The Business Times

China's ex-finance minister to head new Asian bank

Published Sun, Oct 19, 2014 · 09:50 PM

Tokyo

CHINA will appoint former vice finance minister and development bank official Jin Liqun as head of the proposed US$50 billion Asian Infrastructure Investment Bank (AIIB), sources have told The Business Times, strengthening the chances that the China-led bank could become a new Asian regional development bank.

It has been widely assumed that the AIIB would limit itself to financing basic infrastructure projects in Asia but the roots of the institution in China's Tianjin province link it with more ambitious initiatives to launch a North-east Asia Development Bank or NEADB.

Some 20 countries have shown interest in becoming shareholders of the AIIB, according to China's Ministry of Finance and representatives from South Korea, Thailand, Indonesia and Singapore were among those attending a recent meeting meeting in Beijing to discuss the issue.

A high-profile Chinese official, Mr Jin resigned as chairman of the China International Capital Corporation (CICC) this month and will assume the position of head of the AIIB, according to Chinese diplomatic sources. He has been involved with the AIIB project but not yet confirmed as its head.

With experience as a former vice president of the Asian Development Bank and as China's alternate governor at the World Bank, Mr Jin is a good candidate, some say, to head a new regional development institution that could in some respects become a rival to the Manila-based Asian Development Bank (ADB) which is heavily influenced in terms of policy and shareholding by the US and Japan.

Plans for a North-east Asia Development Bank (NEADB) have been under discussion for more than 20 years, given the vast infrastructure and other investment needs of the populus and resource-rich Northeast Asia region. But these plans have failed to come to fruition up to now.

An NEADB was first proposed in 1991 by a group of North-east Asian nations including China, South Korea and Japan among others. It has since appeared to be dormant but Chinese diplomatic sources told BT that the AIIB is linked to initiatives centred on Tianjin, which have gone on behind the scenes for more than 20 years. Meanwhile, China's build-up of foreign exchange reserves has provided a financial basis for launching a new bank, the sources say.

The decision to name the new bank an "infrastructure" institution and not a "development" bank appears to reflect China's desire not to present it as an overt rival to the ADB or World Bank, sources say. Despite this, there has been US and Japanese opposition to the plan and lobbying against it.

ADB president Takehiko Nakao said during an interview in Washington with BT that he understood the motives behind setting up the AIIB "because there is huge demand for infrastructure investment," put by the ADB at around US$8 trillion of investment during the current decade.

Mr Nakao stressed, however, that the ADB has "built up experience of developing and implementing projects and monitoring them including safeguard and procurement policies and due diligence" and that the ADB could cooperate with institutions only if they observed similar standards.

Diplomatic sources say that a principal motive for Beijing in proposing the AIIB (which they say will likely be headquartered in China though not necessarily in Hong Kong) is to invest part of China's US$4 trillion foreign reserves in higher-yielding assets than US Treasury Bills. Others told BT, however,that China feels frustrated by the dominance of the ADB by Japan, which is a co-equal shareholder with the US in the Manila-based bank and which has held the presidency of the ADB since its founding. An NEADB could dilute the ADB's function and influence in Asia.

The NEADB idea was first discussed by Ma Hong, now president of the State Council China Development Centre and introduced into the Northeast Asia Economic Forum meeting in Tianjin in 1991 by former South Korea prime minister Nam Duck Woo, according to former ADB vice president Stanley Katz.

An ad-hoc committee was established to guide the project and concluded that there was a "strong need for an NEADB and the unique role it would play in helping to finance infrastructure investment and economic development in the region" - a role, the committee conluded, is "not currently being met by existing development institutions."

Mr Katz, who has long been involved with the NEADB project, said in a paper that the prospective bank's operational territory could cover a "vast land area" including China, Mongolia, North and South Korea and the Russian Far East which is rich in resources but in need of capital and technology.

Mr Katz's paper proposed that prospective regional shareholders in the proposed bank would be China (including Hong Kong and Macau), Japan, South Korea,Mongolia, and Russia. The United States is expected to be a major participant among the non-regional members, along with the European Union, Australia, and New Zealand. The proposed capital structure for the NEADB suggests an initial capitalisation of US$20 billion, of which 50 per cent would be paid up, the paper said.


__What to produce__:
Only the pictures are to be dropped, and the rest of the data should be copied exactly.
*** Begin section ***
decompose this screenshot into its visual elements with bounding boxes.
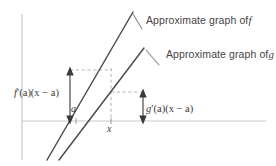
f-prime-expression: f′(a)(x − a) xyxy=(14,88,59,99)
dashed-guides xyxy=(70,68,144,121)
tick-label-a: a xyxy=(71,104,76,114)
tick-label-x: x xyxy=(107,124,111,134)
caption-graph-f: Approximate graph off xyxy=(146,15,252,26)
caption-graph-f-variable: f xyxy=(248,14,251,26)
f-prime-expression-body: ′(a)(x − a) xyxy=(17,87,59,98)
leader-f xyxy=(133,14,142,29)
caption-graph-g-variable: g xyxy=(268,48,274,60)
g-prime-expression: g′(a)(x − a) xyxy=(146,104,193,115)
approximation-figure: Approximate graph off Approximate graph … xyxy=(0,0,276,166)
line-f xyxy=(47,12,133,160)
leader-g xyxy=(146,50,159,65)
graph-lines xyxy=(47,12,144,160)
caption-graph-f-text: Approximate graph of xyxy=(146,14,248,26)
caption-graph-g-text: Approximate graph of xyxy=(166,48,268,60)
f-prime-arrow xyxy=(67,68,73,123)
measure-arrows xyxy=(67,68,146,123)
caption-graph-g: Approximate graph ofg xyxy=(166,49,274,60)
g-prime-expression-body: ′(a)(x − a) xyxy=(151,103,193,114)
*** End section ***
__Output for this task__:
decompose this screenshot into its visual elements with bounding boxes.
f-prime-expression: f′(a)(x − a) xyxy=(14,88,59,99)
dashed-guides xyxy=(70,68,144,121)
tick-label-a: a xyxy=(71,104,76,114)
tick-label-x: x xyxy=(107,124,111,134)
caption-graph-f: Approximate graph off xyxy=(146,15,252,26)
caption-graph-f-variable: f xyxy=(248,14,251,26)
f-prime-expression-body: ′(a)(x − a) xyxy=(17,87,59,98)
leader-f xyxy=(133,14,142,29)
caption-graph-g-variable: g xyxy=(268,48,274,60)
g-prime-expression: g′(a)(x − a) xyxy=(146,104,193,115)
approximation-figure: Approximate graph off Approximate graph … xyxy=(0,0,276,166)
line-f xyxy=(47,12,133,160)
leader-g xyxy=(146,50,159,65)
graph-lines xyxy=(47,12,144,160)
caption-graph-f-text: Approximate graph of xyxy=(146,14,248,26)
caption-graph-g-text: Approximate graph of xyxy=(166,48,268,60)
f-prime-arrow xyxy=(67,68,73,123)
measure-arrows xyxy=(67,68,146,123)
caption-graph-g: Approximate graph ofg xyxy=(166,49,274,60)
g-prime-expression-body: ′(a)(x − a) xyxy=(151,103,193,114)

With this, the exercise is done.